Thursday 25 June 2015

Anthony Watkinson reflects on Personalised Learning and Publishing Partnerships

"This is a personalised view of the recent (16 June) ALPSP seminar with this title. It was a memorable occasion if only for the really excellent and highly provocative introduction from Lorraine Estelle (alas now leaving Jisc Collections, but welcome to COUNTER which she will head up). She began with a description of the early days of Cambridge University Press where their attempt to provide a grammar for their students clashed with the monopoly of the Stationers’ Company. Part of the arguments against this suppression of a work needed was an attack on the high prices charged by the livery company. CUP won in the end, but it took fifty years.

Do textbooks now really give what the students actually want?


She instanced a medical student who spoke at a recent meeting and explained his need for a “textbook” that took advantage of the functionalities provided by the web. He wanted a “study buddy”. Textbooks are not this personal friend and they are anyhow too expensive. Do they talk to the students? This was a nicely crafted circle. Of course such functionality costs, as Lorraine accepted, but it is (is it not?) what we aim for that counts.

In her presentation Lorraine cited Coventry University as trying to provide core textbooks in a “no hidden extras” approach. This has done good things for them in the teaching rankings, but these are printed books – not really what her student was thinking of. She was pleased to see that the renewed UCL Press welcomed textbook proposals.

The best examples came from the next session. There were excellent presentations starting with the truly visionary Dr Phil Gee at Plymouth. His programme was a partnership with established textbook publishers and established texts offering access online to all the textbooks the psychology students needed for the first year – twelve in all. The project started in 2011 and he has successfully expanded in subsequent years with backing from the administration – and amazingly from the faculty - 90% satisfaction from your academic colleagues is something to write home about!

There are now 600 titles involved across a range of departments, but it is becoming harder to keep the project going. I am not surprised.

The second speaker from a university was Andrew Barker from Liverpool University Library working with the director of the university press Anthony Cond – the recent recipient of a number of awards. Their plans exemplified the concept of collaboration. Andrew pointed out that Anthony and he both saw the relationship of librarian and publisher as analogous to that of a dog and a lamppost. He suspected that each of them saw the other as the lamppost. They both put in for “the institution as e-book creator” RFP from Jisc and won two slots. Andrew was excited by the project and one of the books (history resources) was clearly something that had to be locally produced because it was the resources of the Liverpool library that were being incorporated. However a publisher might wonder (as a CUP staff member did) whether it was in fact cheaper to create a new book than do a deal over an old one. The jury is still out on that point.

For decades Jisc has been trying to find a sustainable model which envisages educational resources produced in one university being of any interest at all in other universities. Heron gradually led to Jorum and there was still the same hype and little take-up.

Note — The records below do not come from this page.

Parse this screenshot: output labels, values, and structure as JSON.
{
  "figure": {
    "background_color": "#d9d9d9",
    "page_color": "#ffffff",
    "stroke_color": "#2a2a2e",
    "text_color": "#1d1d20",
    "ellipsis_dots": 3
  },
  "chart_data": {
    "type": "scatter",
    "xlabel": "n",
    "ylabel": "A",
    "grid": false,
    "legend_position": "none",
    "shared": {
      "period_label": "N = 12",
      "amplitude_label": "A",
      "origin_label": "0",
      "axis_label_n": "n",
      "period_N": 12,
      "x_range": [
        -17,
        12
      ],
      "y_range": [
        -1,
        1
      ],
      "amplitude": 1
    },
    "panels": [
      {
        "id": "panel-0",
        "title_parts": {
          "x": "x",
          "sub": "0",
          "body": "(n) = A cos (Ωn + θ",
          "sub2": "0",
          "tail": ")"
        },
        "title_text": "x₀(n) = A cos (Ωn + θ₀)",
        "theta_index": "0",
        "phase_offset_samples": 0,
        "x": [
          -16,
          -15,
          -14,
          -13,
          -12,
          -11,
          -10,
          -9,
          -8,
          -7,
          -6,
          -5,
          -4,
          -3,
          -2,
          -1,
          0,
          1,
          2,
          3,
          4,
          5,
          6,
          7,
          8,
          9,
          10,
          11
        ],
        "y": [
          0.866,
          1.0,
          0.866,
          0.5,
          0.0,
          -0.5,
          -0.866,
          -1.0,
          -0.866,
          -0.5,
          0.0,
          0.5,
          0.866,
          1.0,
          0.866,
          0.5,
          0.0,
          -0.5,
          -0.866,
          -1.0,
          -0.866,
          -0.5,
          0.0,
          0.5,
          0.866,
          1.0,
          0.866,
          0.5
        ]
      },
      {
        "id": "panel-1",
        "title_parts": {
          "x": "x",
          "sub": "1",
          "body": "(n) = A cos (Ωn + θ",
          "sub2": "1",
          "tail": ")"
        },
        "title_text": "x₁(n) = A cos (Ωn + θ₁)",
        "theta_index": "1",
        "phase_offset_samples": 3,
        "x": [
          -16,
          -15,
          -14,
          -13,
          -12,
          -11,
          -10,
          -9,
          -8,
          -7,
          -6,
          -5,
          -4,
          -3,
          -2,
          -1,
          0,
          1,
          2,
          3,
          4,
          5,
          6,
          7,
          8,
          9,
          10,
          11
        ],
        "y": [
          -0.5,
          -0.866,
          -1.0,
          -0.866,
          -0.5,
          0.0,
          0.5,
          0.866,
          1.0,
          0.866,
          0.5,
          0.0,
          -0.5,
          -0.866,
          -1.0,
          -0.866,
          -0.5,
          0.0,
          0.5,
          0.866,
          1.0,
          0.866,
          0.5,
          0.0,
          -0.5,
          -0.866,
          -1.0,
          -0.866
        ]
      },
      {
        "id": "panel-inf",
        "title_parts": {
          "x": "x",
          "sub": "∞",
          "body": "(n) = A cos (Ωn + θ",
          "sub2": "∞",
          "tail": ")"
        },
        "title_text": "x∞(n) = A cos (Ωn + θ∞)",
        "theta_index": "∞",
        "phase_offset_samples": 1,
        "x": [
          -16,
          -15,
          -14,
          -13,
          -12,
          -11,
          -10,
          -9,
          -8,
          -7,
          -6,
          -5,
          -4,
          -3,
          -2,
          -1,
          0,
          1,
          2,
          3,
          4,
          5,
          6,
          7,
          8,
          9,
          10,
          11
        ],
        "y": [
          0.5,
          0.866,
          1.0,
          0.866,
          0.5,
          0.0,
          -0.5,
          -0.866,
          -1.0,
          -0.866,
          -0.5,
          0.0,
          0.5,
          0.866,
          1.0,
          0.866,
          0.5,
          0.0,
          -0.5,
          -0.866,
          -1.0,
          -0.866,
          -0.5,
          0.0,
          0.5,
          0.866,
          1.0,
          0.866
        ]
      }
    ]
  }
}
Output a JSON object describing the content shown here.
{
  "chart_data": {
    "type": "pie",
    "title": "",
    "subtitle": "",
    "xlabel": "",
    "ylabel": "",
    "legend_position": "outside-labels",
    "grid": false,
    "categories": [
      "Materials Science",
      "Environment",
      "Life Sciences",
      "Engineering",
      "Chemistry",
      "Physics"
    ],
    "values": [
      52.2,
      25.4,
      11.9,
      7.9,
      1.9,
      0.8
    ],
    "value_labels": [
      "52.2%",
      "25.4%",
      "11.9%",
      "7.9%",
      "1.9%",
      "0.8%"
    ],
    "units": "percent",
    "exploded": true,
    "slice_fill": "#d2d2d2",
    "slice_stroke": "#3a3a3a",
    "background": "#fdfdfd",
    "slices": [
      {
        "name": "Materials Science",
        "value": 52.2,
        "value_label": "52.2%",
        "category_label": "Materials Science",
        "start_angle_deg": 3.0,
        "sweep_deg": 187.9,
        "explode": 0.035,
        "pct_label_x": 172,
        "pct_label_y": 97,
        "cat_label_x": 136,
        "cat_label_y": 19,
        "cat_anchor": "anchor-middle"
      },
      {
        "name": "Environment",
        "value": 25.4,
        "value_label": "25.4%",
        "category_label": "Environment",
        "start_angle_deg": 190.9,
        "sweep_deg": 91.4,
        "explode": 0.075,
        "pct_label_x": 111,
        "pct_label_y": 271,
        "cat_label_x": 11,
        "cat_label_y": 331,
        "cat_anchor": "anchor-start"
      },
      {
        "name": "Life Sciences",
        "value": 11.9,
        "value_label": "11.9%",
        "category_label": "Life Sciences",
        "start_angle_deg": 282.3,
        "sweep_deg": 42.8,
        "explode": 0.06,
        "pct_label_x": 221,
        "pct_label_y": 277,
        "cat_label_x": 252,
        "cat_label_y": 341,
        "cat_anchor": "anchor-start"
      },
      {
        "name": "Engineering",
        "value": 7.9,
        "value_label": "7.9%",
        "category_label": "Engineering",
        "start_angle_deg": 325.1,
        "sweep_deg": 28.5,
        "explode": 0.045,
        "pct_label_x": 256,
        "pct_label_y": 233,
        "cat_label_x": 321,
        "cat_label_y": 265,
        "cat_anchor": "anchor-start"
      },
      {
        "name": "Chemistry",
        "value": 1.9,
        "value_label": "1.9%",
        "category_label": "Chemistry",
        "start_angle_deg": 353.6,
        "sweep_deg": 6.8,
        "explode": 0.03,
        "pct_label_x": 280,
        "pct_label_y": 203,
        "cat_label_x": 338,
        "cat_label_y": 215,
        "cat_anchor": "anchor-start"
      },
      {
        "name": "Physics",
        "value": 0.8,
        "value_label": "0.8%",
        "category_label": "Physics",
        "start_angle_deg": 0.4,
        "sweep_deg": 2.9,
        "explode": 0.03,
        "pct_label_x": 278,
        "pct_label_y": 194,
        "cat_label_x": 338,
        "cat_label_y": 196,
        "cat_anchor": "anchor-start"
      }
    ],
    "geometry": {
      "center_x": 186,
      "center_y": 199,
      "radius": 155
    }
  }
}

Commercial publishers had been invited to discuss more collaborative publishing initiatives. However, Springer offering e-books to be incorporated into MOOCs and Sage developing an interesting video series seemed to be niche products. Pearson, meanwhile, fielded a speaker from their Personalised Learning team. It did became clear from the discussion as much as from the presentations that after years of experimenting the big players are actually listening to the medical student and his friends and producing all singing and all dancing services, but at a cost. It was not obvious either whether what is available so far is always appropriate for the UK educational system that is so different from the US.

The two final presentations provided context and perhaps should have come earlier in the programme. Professor David Nicholas (who headed up the Jisc e-textbook experiment of some time ago) argued that librarians and publishers alike are not really engaging with the Google generation who are in bed with their smartphones. He thinks it is a step change in the learning process.

University teaching and learning are decoupled from real life. The students come to college trusting what they find through their mobile links to the world and have no thought for the library.

But are we in the business of converting the students with this background to real learning which needs concentration and thinking? Dr Frances Pinter, whose Knowledge Unlatched programme for e-books has been such a success, had clearly thought a lot about knowledge infrastructure. I would like to read her presentation. Some of the most important presentations need to be read and this was one of them. In particular she made some wise remarks about how the provision of teaching objects in higher education should be costed out properly.

Reading my notes I realise what a lot was provided for us in this seminar but it did end with a lot of questions. Is that a good thing? It is good that there are lots of models and a lot of those not really mentioned come from and are operating in the States."

Anthony Watkinson is principal consultant to CIBER which he helped to found in 2002 and is author of a number of publications in information science, He is a consultant to the Publishers Association, organises seminars for the STM, teaches at UCL and is a Director and Plenary Chair of the Charleston conference.